Wooden, August 2014: "The guys who died of CTE after that date, then you're not covered at all—I don't agree with that."

Oops. Well, almost lockstep. Thing is, it doesn't have to be this way. Yes, the NFL has perfected municipal hostage-taking as a method of extorting taxpayer dollars to finance new stadiums. Build us a dome, or else we're moving to Los Angeles. And yes, the league's ownership class includes upstanding citizens like convicted real estate deal cheater/civil racketeer Zygi Wilf and truck stop customer fraudster Jimmy Haslam. Still, no one involved in the settlement fight—not the Morey group; not Mitnick and Seeger; not the NFL—objects to men such as Turner being paid, and being paid ASAP. To the contrary, that's the one thing all parties publicly agree on. "First and foremost, we believe that Kevin Turner and all players are entitled to whatever compensation they can get," Morey attorney Steven Molo told me earlier this summer. "Underline that five times with five exclamation points. But that doesn't mean people not yet as sick aren't equally deserving. And the process should be there for other injuries, too."

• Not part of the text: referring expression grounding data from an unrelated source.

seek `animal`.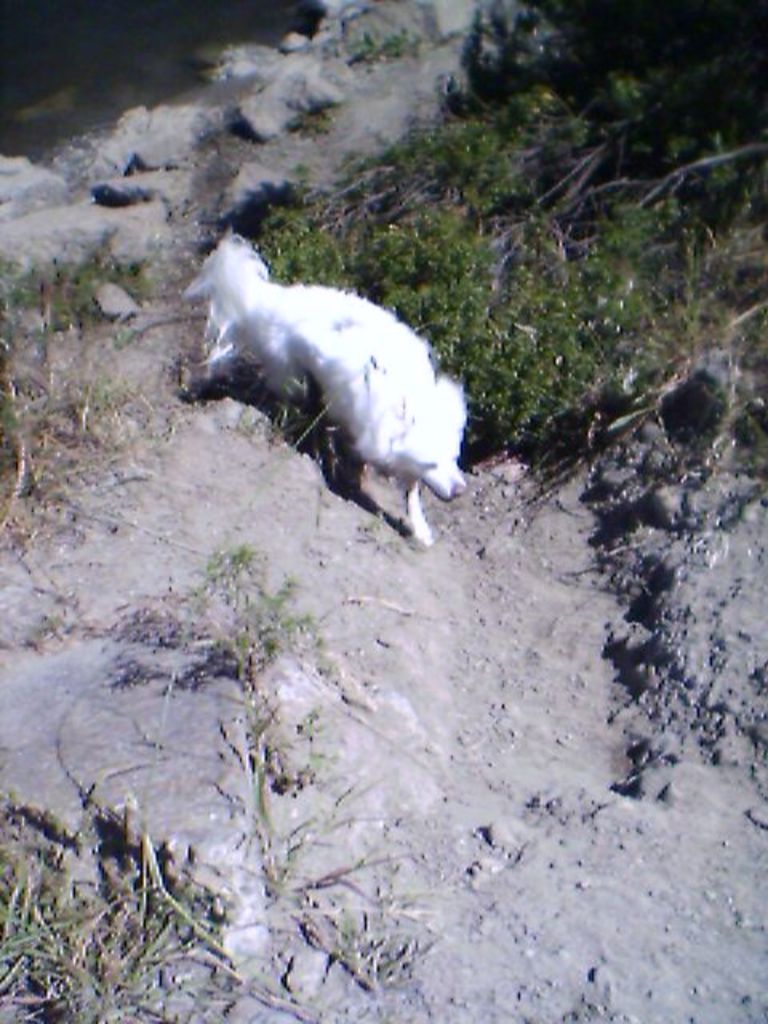
<bbox>184, 218, 475, 555</bbox>.
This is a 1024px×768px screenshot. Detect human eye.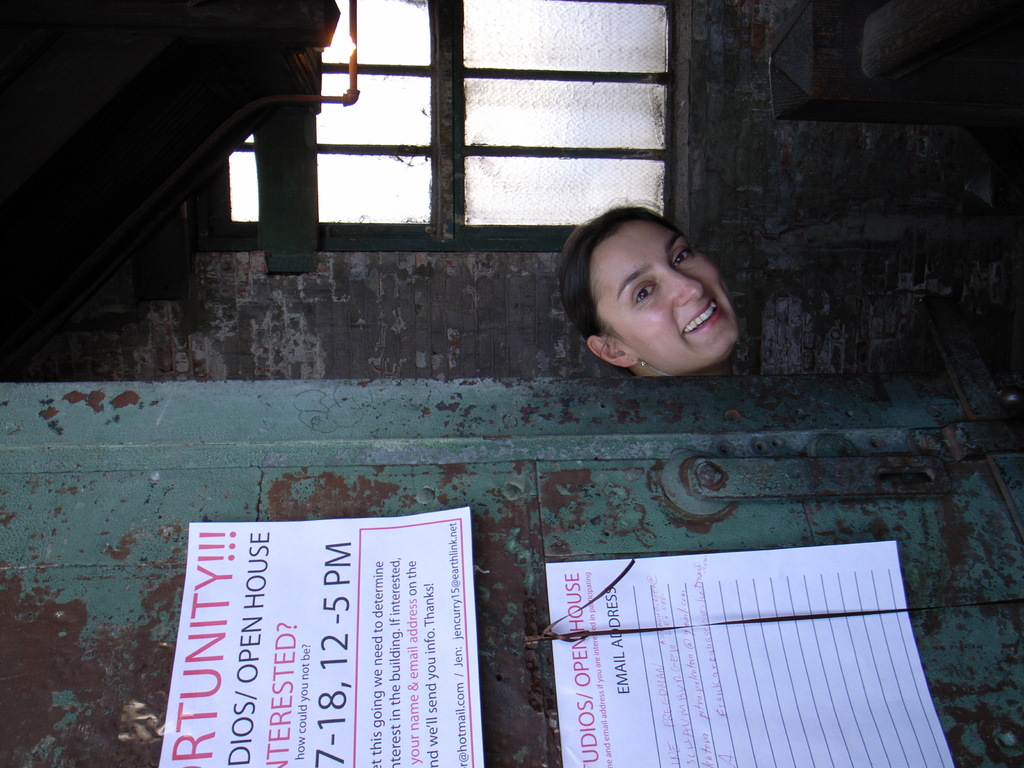
675,246,691,271.
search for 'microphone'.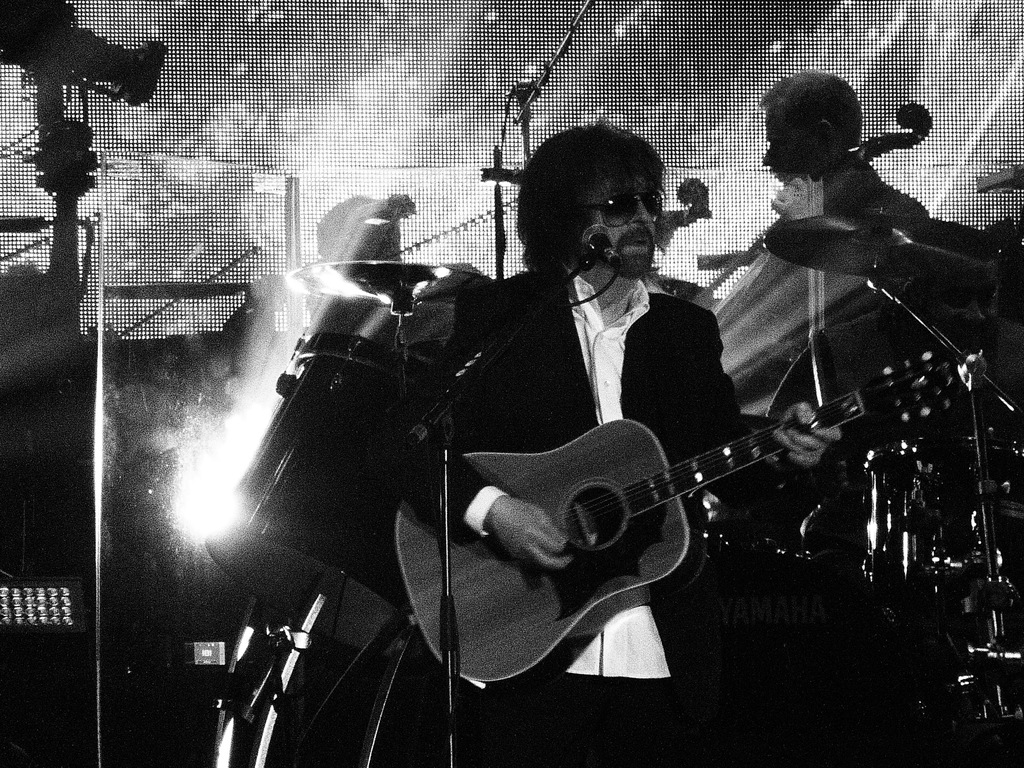
Found at x1=580 y1=221 x2=618 y2=265.
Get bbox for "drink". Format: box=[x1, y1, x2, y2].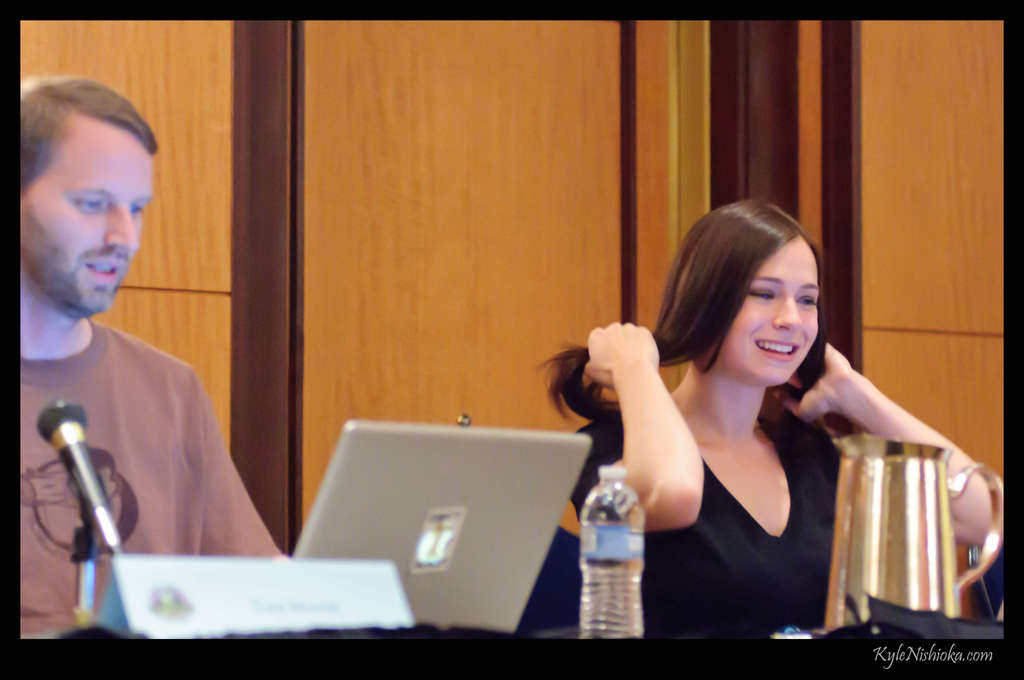
box=[582, 460, 656, 633].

As such, here's a suggestion: Pay Turner. Right now. Pay everyone like him—the nine living NFL retirees with ALS; the families of deceased players who were diagnosed with CTE; the couple hundred people on the league's 88 Plan, which provides financial assistance to retirees with degenerative neurological diseases. Take the hostages out of the equation, and then haggle over the rest of the settlement. Both sides have something to lose—cash and healthcare on one hand; the prospect of the American public finding out just how deep the NFL's concussion deception and denial went on the other—which means both sides ought to be able to hammer out a satisfactory resolution. Ultimately, a fair deal is in everyone's best interests.

Of course, only one side has the money to do the above. The $9 billion-a-year NFL. And that's okay. After all, the league has already agreed to fork over the money. Why not part with a few hundred million a bit sooner than anticipated? Practically speaking, the NFL expects fans, networks and its insurance companies to pick up the settlement tab, anyway—so if league owners have to reach into their pockets to make sure sick men don't die broke while revised settlement negotiations play out, it will be a temporary expense at worst. In a cash flow pinch, the NFL could even dip into the settlement's aforementioned $112 million lawyer fee fund, money that presumably has already been set aside for delivery by early next year. Given how adamant Mitnick and other lawyers are about award delays for their sick clients, I'm sure they'd be happy to receive their own payments at a later date.

Last month, Goodell took the "ice bucket challenge," making an undisclosed donation to an ALS charity. Coming from a man who was paid $44 million last year, it was a nice gesture. Under the terms of the proposed settlement, Turner and the eight other NFL retirees currently diagnosed with ALS are due about $42 million in awards. Perhaps Goodell could pay them out of his own wallet, and then expense the cost to the nonprofit league office. Not as an admission of league guilt. Nor as an admission of fault. Simply because it's the right thing to do—well, the non-evil thing to do—and because protecting the NFL shield should not involve using sick people to tug at heartstrings for PR purposes. It should involve taking care of them. Besides, after the last week and a half, don't the league and its commissioner need whatever good publicity they can get?